# INPUT DATA
'''

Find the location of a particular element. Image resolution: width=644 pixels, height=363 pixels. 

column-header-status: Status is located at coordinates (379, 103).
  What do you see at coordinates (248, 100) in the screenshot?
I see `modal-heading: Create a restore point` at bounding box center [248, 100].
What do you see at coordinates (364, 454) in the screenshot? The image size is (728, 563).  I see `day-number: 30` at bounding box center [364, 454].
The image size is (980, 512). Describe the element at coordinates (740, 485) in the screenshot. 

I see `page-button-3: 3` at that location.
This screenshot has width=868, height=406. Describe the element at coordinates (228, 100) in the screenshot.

'''
'''

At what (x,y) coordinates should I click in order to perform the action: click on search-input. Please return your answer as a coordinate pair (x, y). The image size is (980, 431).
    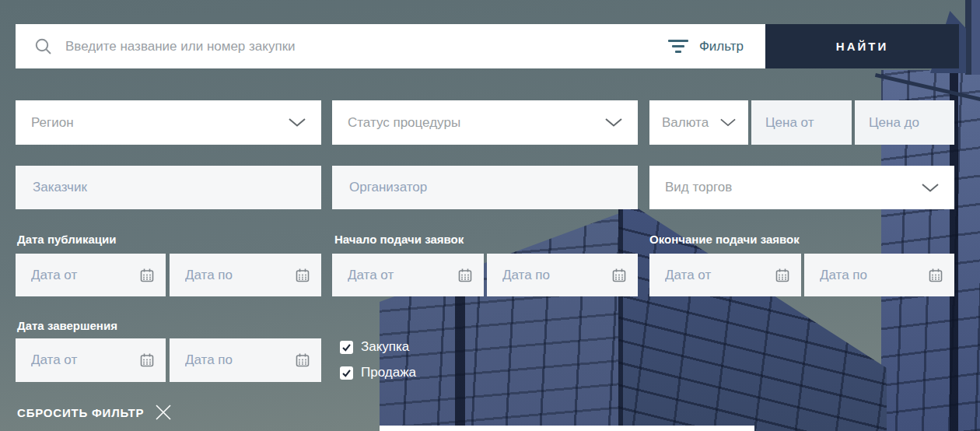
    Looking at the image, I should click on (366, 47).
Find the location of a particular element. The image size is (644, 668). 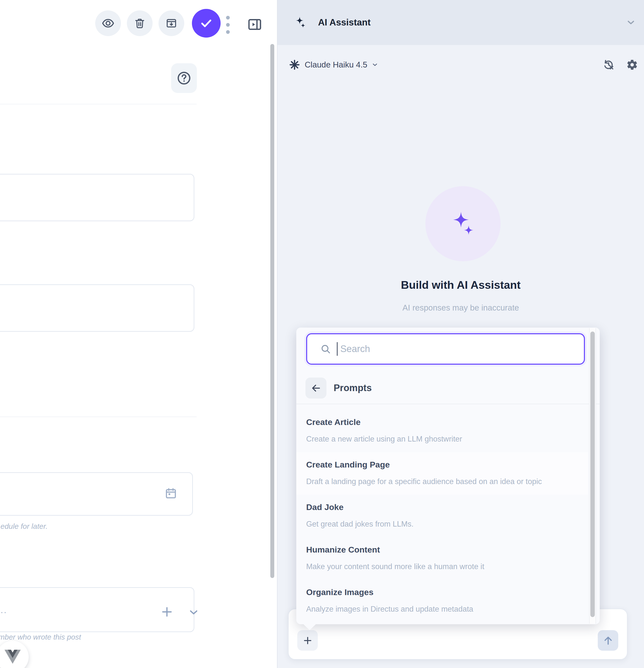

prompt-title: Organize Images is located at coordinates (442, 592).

'''

# TASK ITEM
Taking the records above, retype every line from the one with "The image size is (980, 512)." down to the one with "This screenshot has", exactly and with nothing else.

# YOUR SOLUTION
The image size is (980, 512). Describe the element at coordinates (740, 485) in the screenshot. 

I see `page-button-3: 3` at that location.
This screenshot has width=868, height=406. Describe the element at coordinates (228, 100) in the screenshot.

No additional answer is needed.